The way things are going, I'm pretty sure NSFW content on Reddit will be nixed within the next year. Hopefully that drives another influx this way.
Apps that make fewer than 100 queries per minute using OAuth authentication
This is what Reddit allows for free, why is Relay asking for 1$ when using 50 queries a day?
Edit: Nevermind, reddit apparently counts access against the app-id and not the logged in user. So this would only work if you could use your own app-id within Relay which isn’t possible.
Ship sailed. I get the dev trying to recoup costs and keep the thing running. But ultimately reddit made their call and that market isn't really there anymore.
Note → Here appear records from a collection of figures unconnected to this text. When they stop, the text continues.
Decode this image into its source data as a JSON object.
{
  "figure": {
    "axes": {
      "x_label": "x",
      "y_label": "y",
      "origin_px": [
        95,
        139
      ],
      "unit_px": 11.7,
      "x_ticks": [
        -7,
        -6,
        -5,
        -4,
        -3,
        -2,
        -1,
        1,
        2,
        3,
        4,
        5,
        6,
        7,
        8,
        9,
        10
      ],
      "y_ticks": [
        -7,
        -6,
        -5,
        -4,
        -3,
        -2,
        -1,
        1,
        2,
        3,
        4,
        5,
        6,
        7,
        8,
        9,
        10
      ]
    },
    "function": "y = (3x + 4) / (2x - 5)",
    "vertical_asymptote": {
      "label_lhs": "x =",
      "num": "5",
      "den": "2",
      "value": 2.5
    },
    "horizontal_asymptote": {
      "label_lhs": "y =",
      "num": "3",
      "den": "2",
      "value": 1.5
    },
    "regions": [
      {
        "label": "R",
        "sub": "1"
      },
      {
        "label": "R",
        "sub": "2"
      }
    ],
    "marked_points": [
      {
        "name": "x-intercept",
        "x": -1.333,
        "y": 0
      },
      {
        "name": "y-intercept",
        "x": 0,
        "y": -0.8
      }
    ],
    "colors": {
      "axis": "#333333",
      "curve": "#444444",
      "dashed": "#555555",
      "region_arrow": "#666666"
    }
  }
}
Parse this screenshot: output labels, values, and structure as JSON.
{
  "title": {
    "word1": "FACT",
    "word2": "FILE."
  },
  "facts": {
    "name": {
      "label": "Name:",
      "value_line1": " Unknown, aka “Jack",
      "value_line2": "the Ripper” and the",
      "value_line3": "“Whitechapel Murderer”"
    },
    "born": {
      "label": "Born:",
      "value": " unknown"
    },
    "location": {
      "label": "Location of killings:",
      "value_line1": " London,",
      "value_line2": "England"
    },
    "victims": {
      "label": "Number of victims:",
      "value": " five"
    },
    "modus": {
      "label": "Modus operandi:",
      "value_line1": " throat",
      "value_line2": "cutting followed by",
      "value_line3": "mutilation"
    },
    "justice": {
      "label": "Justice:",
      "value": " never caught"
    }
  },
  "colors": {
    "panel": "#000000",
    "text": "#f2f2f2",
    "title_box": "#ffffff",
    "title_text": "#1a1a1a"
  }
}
OT but related to the discussion: is there a way to track if and how the fediverse is increasing?
I looked on Wikipedia and it said it's just about ~67000 users on Lemmy VS ~52 million users on Reddit.
I'm spending most of my time on my phone on Lemmy (and about 5 mins on Reddit) every day now, but it would be awesome to be slowly attracting more users from Reddit over time.
Sure, it's better to be fewer users if it does lead to more quality conversations (which is what I find so far), but the fediverse still needs to grow!
Edit: fixed grammar and clarity in the last sentence.
Right now I am still using Infinity for reddit. Will keep using it till it stops working. The app can also be built with your own key and the limit will not be hit for most users of reddit.
For lemmy I like infinity for lemmy best. Its just like infinity for reddit but lemmy.